Lohan's second DUI arrest in as many months on Tuesday could mean jail for the 21-year-old actress. Hilton was released from prison last month for violating probation, which the 26-year-old socialite had been given for her own drinking-and-driving arrest. And the reportedly pregnant Richie, 25, is awaiting trial for her second driving-under-the-influence offense in 10 years, an infraction that could land her in lockup.
Los Angeles Superior Court Judge Michael T. Sauer, who presided over the Hilton case, might have started something when he sentenced the hotel heiress to 45 days behind bars, which was later reduced to half that time but was still seen by many as a harsher-than-usual penalty for driving with a suspended license while she was on probation for the DUI charge.

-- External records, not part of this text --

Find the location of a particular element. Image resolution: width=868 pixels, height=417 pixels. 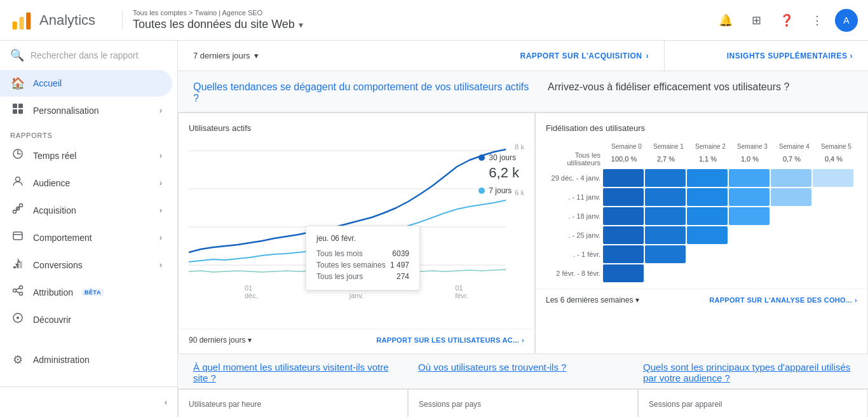

period-dropdown-arrow: ▾ is located at coordinates (250, 340).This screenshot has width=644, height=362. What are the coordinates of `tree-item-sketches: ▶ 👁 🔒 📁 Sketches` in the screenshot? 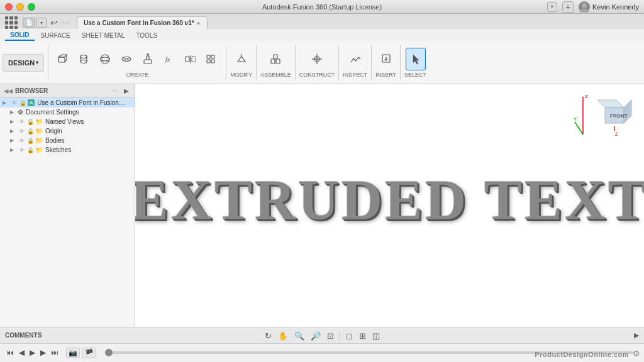 It's located at (67, 150).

Allred theorized that cops and courts are making an effort to counteract the perception of celebrity justice — in which stars get lighter punishments for breaking the law than ordinary people do.
That impression, said the celebrity lawyer, is "like the elephant in the room."
But the accusation of special treatment can go both ways, with the famous and their fans arguing that stars are getting stiffer punishments than average citizens and average citizens contending that stars are being let off more easily.
“It’s the issue of the double standard: It could be argued either way,” said Allred. “The judges have to be careful.”
All that said, a probation violation punishment, which turned out to be hard time for Hilton, is very different from an initial sentencing, which is what Lohan and Richie face.
"Miss Hilton had on more than one instance violated her probation," said Allan Parachini, a public information director at L.A. Superior Court. "A probation sentence is a compromise in which the defendant agrees to observe certain conditions in exchange for the court not imposing jail time."
Hilton was caught driving with a suspended license twice. Police arrested her the second time.
"If the defendant flouts the provisions of her probation, the court treats that very seriously — it really doesn’t matter what the initial offense was," Parachini said. "That is a betrayal of trust."
Stars who get in trouble with the law are handled differently from regular people only when it comes to security and press, according to Parachini.
"We do make some special accommodations for celebrities as it pertains to security planning and media facilitation services," he said. "We know that celebrities attract a more concerted kind of attention. ... Sometimes, we allow them to skip the line to get into a building."
But that's where the special treatment ends, he said. Hilton's sentence, for instance, was on par with the normal penalty imposed in similar cases, according to Parachini.
"There is no celebrity standard for our judges," he said. "I've talked to a few of them. I'm convinced that once they've got the case, it's just another case."
Allred agrees, though she believes this marks a change from the way things used to be done.
She attributes the switch partly to the onslaught of 24/7 media, and partly to the heightened interest in celebrity news — which means the spotlight is shining more intensely than ever on how stars behave and what happens to them when they cross the line.
“Wherever possible, [judges will] try to give a sentence like they would to anyone else,” said Allred. “In the past, celebrities did seem to receive special treatment. But it’s shifting.”